Of racketeers & politicians
Turner Classic Movies presented not one but two versions of Carol Reed’s 1949 classic The Third Man last night — the American and significantly (for fans) different British version. TCM also presented a new documentary about the film — quite good, by the way. I consider The Third Man one of the ten greatest movies ever. In fact, I adore it so much that when Deb and I visited Vienna a few years back, we not only took a walking tour of sites used in the movie, accompanied by zither music, but I spent one afternoon watching it on a “big screen” in a local theater that still shows it several times a week.
I’ve probably seen The Third Man a couple dozen times, but watching it again last night, it seemed to speak darkly of politics and Election 2004.
For those who haven’t seen the film (shame on you), its villain is Harry Lime, played magnificently, if briefly, by the great Orson Welles.

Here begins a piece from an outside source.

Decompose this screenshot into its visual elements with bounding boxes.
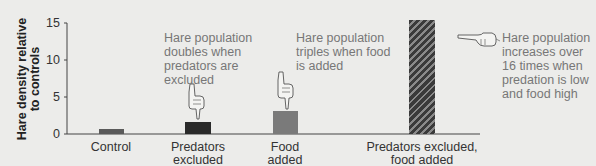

Harry is always charming. Actually, he’s downright seductive. He’s also, as one character remarks, “about the worst racketeer who ever made a dirty living in this city.” Confronting his abused friend Holly Martins (the wonderful Joseph Cotton) aboard Vienna’s famous Ferris wheel, in just one of the movie’s unforgettable scenes, Harry compares his criminal career to government:
“They talk about ‘the people’ and ‘the proletariat.’ I talk about the suckers and the mugs. It’s the same thing. They have their five-year plans, and I have mine.”The calculation and seductive power of a Harry Lime isn’t much different from the calculation and seductive power of politics and the State. The polls, with which media flog us each day, are evidence that the American electorate brims with “suckers and mugs” who want to believe the rhetoric, even if they don’t really.
2 Comments:
Have you seen this Mises.org/blog on The Third Man?
Or this interesting article from a recent issue of the San Francisco Chronicle: "Greene's moral art newly relevant at his centenary"?

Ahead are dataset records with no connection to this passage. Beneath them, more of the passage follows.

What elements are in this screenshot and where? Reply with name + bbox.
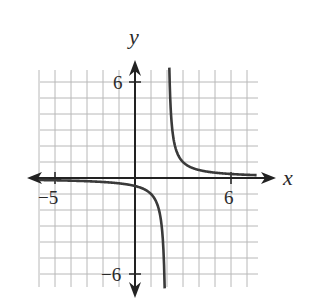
curve-right-branch (169, 68, 256, 176)
y-axis-label: y (127, 24, 139, 49)
y-tick-label-neg6: −6 (101, 264, 121, 285)
x-tick-label-6: 6 (224, 187, 234, 208)
x-tick-label-neg5: −5 (38, 187, 58, 208)
y-tick-label-6: 6 (113, 72, 123, 93)
x-axis-label: x (282, 165, 293, 190)
rational-function-graph: y x −5 6 6 −6 (0, 0, 310, 305)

I used to read a lot of Graham Greene. Maybe I'll pick it up again. Start with The Quiet American.
A Third Man walking tour of Vienna sounds like a great idea. I'd also like to figure out a Mises tour, a Hayek tour, etc.
I wonder if there are enough Austrian School economists in the world to make a good tour guide business in Vienna ...
I swear when I wrote the above comment I had no idea that Yuri Maltsev would post this a couple hours later!